Export and Import a Model

What this covers
You can export any model as a single JSON file and import it into the same project, a different project in the same tenant, or a different tenant entirely. Connections never travel — credentials stay in the source database — so on import you pick local connections to rebind the model to. This article covers the export download, the import dialog, and how connections are remapped.
Opening the dialog
Both model export and import are accessed from a single Import / Export button (swap-arrows icon) in the project toolbar in the Explorer, or in the Model Builder toolbar. Clicking this button opens a dialog with two tabs: Import and Export.
Before you start
- To export, you need access to the source model.
- To import, you need access to the target project and at least one connection of each type referenced by the bundle (one Postgres connection per Postgres source, one BigQuery target per BigQuery target, etc.).
- Connections must already exist in the target project. If you do not have them, create them via Connections before importing.
Exporting a model
- Click the Import / Export button in the project toolbar (Explorer) or Model Builder toolbar.
- Switch to the Export tab.
- Select a format from the dropdown: Tessallite Model (.json), Tessallite YAML (.zip), or LookML (.zip).
- For Tessallite Model format, click the model you want to export from the list.
- Tessallite downloads a file named
{model_slug}.tessallite.jsonto your browser's download folder. - The file is a single JSON document containing every per-model row — tables, columns, joins, hierarchies, dimensions, measures, aggregates, refresh policies, AI scheduler config, model settings, and the canvas layout.
The file does not contain credentials, query history, miss logs, alerts, or anything stored at tenant, project, or system scope.
Importing a model
- Click the Import / Export button in the project toolbar (Explorer) or Model Builder toolbar.
- The dialog opens on the Import tab by default.
- Select a format from the dropdown: Tessallite Model (.json), Tessallite YAML (.zip), dbt (.yml / .zip), Cube (.yml / .zip), or AtScale SML (.zip).
- For Tessallite Model format, click Choose .tessallite.json file and pick the export file.
- The dialog reads the bundle and shows:
- The original model's slug and display name (you can override either).
- Every connection referenced by the bundle, with the source's display name and connection type.
- For each referenced connection, pick a local connection from the dropdown. Only connections of the matching type appear.
- Optionally tick Deploy immediately after import to save v1 and deploy in one click.
- Click Import. Tessallite creates a new model in the target project, rewrites every internal UUID, rebinds the connections, and (if you ticked Deploy) saves and deploys v1.
- The Explorer navigates to the new model.

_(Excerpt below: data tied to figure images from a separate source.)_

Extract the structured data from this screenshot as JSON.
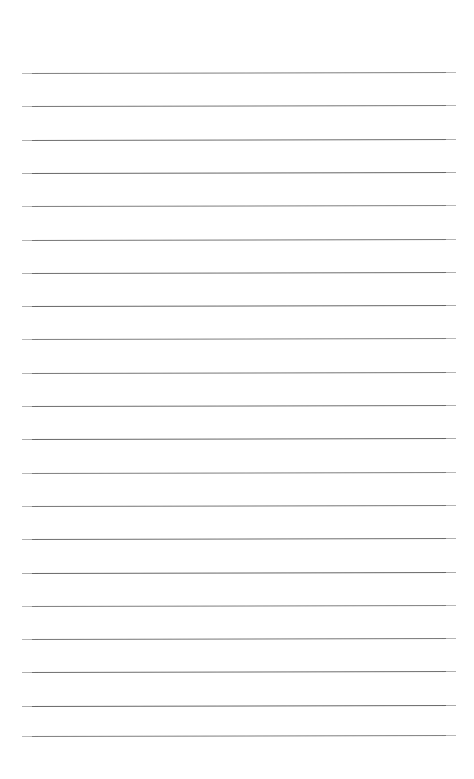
{
  "document": {
    "kind": "lined-paper",
    "title": "",
    "body_text": "",
    "header_text": "",
    "footer_text": "",
    "page_number": "",
    "width_px": 474,
    "height_px": 779,
    "background_color": "#ffffff"
  },
  "ruling": {
    "line_count": 20,
    "line_color": "#5f5f5f",
    "line_thickness_px": 1,
    "first_line_y": 73,
    "line_spacing_px": 33.3,
    "left_margin_x": 22,
    "right_edge_x": 456,
    "line_length_px": 434,
    "slant_deg": -0.13,
    "top_margin_px": 73,
    "bottom_margin_px": 43,
    "lines": [
      {
        "index": 1,
        "y": 73.0,
        "content": ""
      },
      {
        "index": 2,
        "y": 106.3,
        "content": ""
      },
      {
        "index": 3,
        "y": 139.6,
        "content": ""
      },
      {
        "index": 4,
        "y": 172.9,
        "content": ""
      },
      {
        "index": 5,
        "y": 206.2,
        "content": ""
      },
      {
        "index": 6,
        "y": 239.5,
        "content": ""
      },
      {
        "index": 7,
        "y": 272.8,
        "content": ""
      },
      {
        "index": 8,
        "y": 306.1,
        "content": ""
      },
      {
        "index": 9,
        "y": 339.4,
        "content": ""
      },
      {
        "index": 10,
        "y": 372.7,
        "content": ""
      },
      {
        "index": 11,
        "y": 406.0,
        "content": ""
      },
      {
        "index": 12,
        "y": 439.3,
        "content": ""
      },
      {
        "index": 13,
        "y": 472.6,
        "content": ""
      },
      {
        "index": 14,
        "y": 505.9,
        "content": ""
      },
      {
        "index": 15,
        "y": 539.2,
        "content": ""
      },
      {
        "index": 16,
        "y": 572.5,
        "content": ""
      },
      {
        "index": 17,
        "y": 605.8,
        "content": ""
      },
      {
        "index": 18,
        "y": 639.1,
        "content": ""
      },
      {
        "index": 19,
        "y": 672.4,
        "content": ""
      },
      {
        "index": 20,
        "y": 705.7,
        "content": ""
      },
      {
        "index": 21,
        "y": 736.0,
        "content": ""
      }
    ]
  }
}
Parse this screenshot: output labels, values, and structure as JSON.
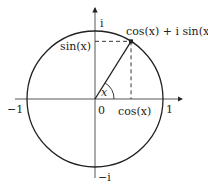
{
  "diagram": {
    "angle_label": "x",
    "point_label": "cos(x) + i sin(x)",
    "sin_label": "sin(x)",
    "cos_label": "cos(x)",
    "origin_label": "0",
    "axis_labels": {
      "pos_real": "1",
      "neg_real": "−1",
      "pos_imag": "i",
      "neg_imag": "−i"
    },
    "angle_degrees": 58,
    "colors": {
      "stroke": "#222222",
      "background": "#ffffff"
    }
  }
}
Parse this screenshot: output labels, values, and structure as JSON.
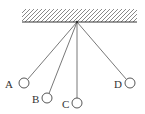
{
  "diagram": {
    "ceiling": {
      "icon": "hatched-ceiling"
    },
    "pendulums": [
      {
        "label": "A"
      },
      {
        "label": "B"
      },
      {
        "label": "C"
      },
      {
        "label": "D"
      }
    ],
    "colors": {
      "stroke": "#555555",
      "text": "#333333",
      "background": "#ffffff"
    }
  }
}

If the source slug already exists in the target project, Tessallite auto-suffixes (sales, sales-2, sales-3).
What is and is not in an export
| In the export | Not in the export |
|---|---|
| Tables, columns, joins, hierarchies, UDAs | Connection credentials |
| Dimensions, measures | Source data, target data |
| Aggregate definitions and refresh policies | Query logs, miss logs, alerts |
| Per-model AI scheduler config and model settings | System / tenant / project settings |
| Canvas layout (table positions, viewport) | Deployed-version pointer (the import always starts undeployed) |
Tips
- Export is the supported way to move a model between environments (dev → staging → prod). The bundle is stable JSON, safe to commit to git.
- Connection rebinding is mandatory. The importer refuses to proceed if any source or target has no mapping.
- Re-imports do not merge — every import creates a brand-new model with a fresh slug and fresh internal UUIDs.